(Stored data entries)

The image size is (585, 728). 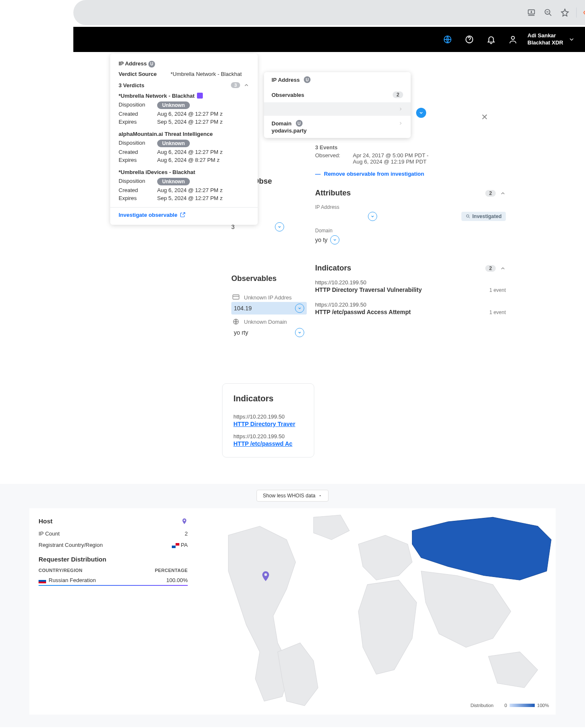 What do you see at coordinates (254, 278) in the screenshot?
I see `observables-heading: Observables` at bounding box center [254, 278].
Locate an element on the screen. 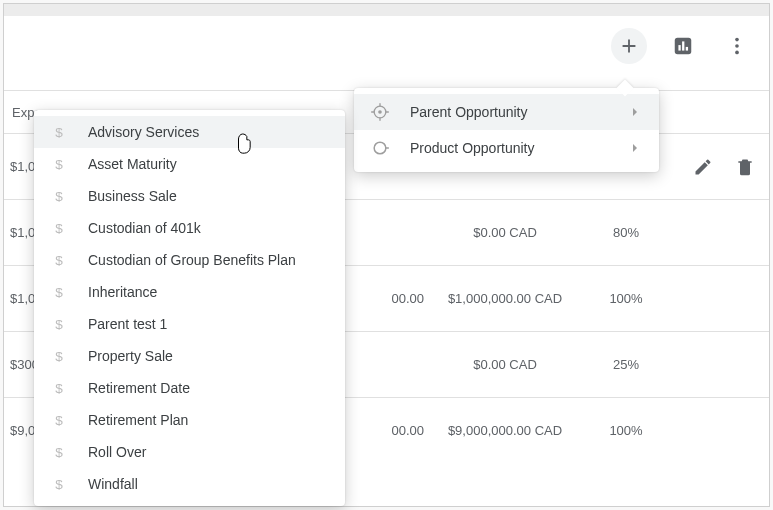 This screenshot has height=510, width=773. delete-icon is located at coordinates (745, 167).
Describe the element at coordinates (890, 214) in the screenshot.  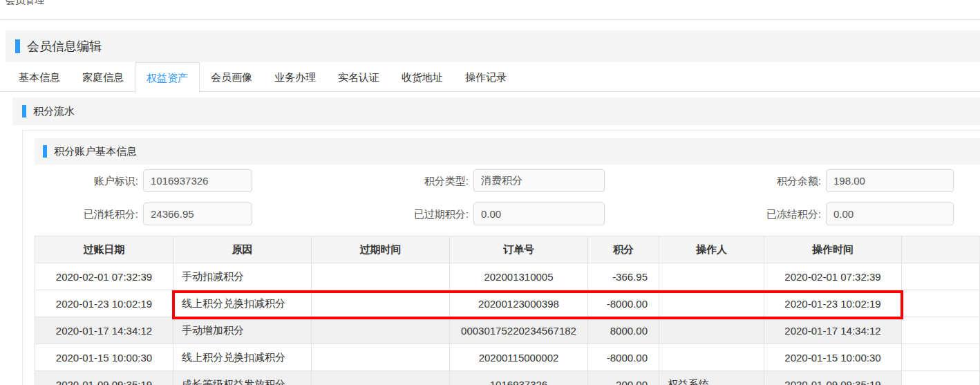
I see `frozen-points-input` at that location.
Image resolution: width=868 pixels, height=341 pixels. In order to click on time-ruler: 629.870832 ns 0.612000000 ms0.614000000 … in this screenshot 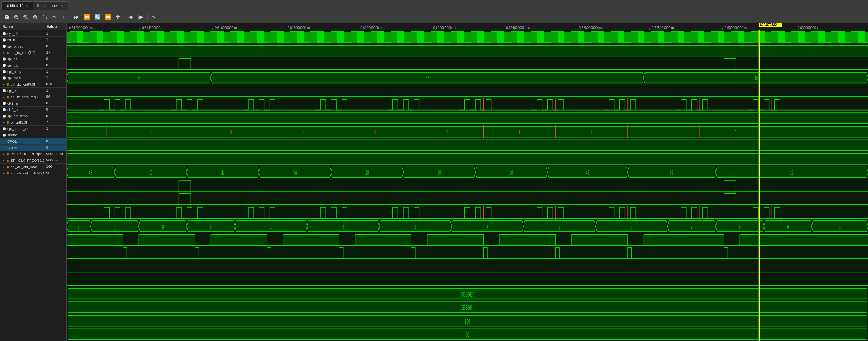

_What is needed_
Copy out, without any pictures, the lines of the records above from the one containing "Describe the element" through the final line, both ends included.

_Response_
Describe the element at coordinates (890, 214) in the screenshot.  
I see `frozen-points-input` at that location.
Image resolution: width=868 pixels, height=341 pixels. In order to click on time-ruler: 629.870832 ns 0.612000000 ms0.614000000 … in this screenshot 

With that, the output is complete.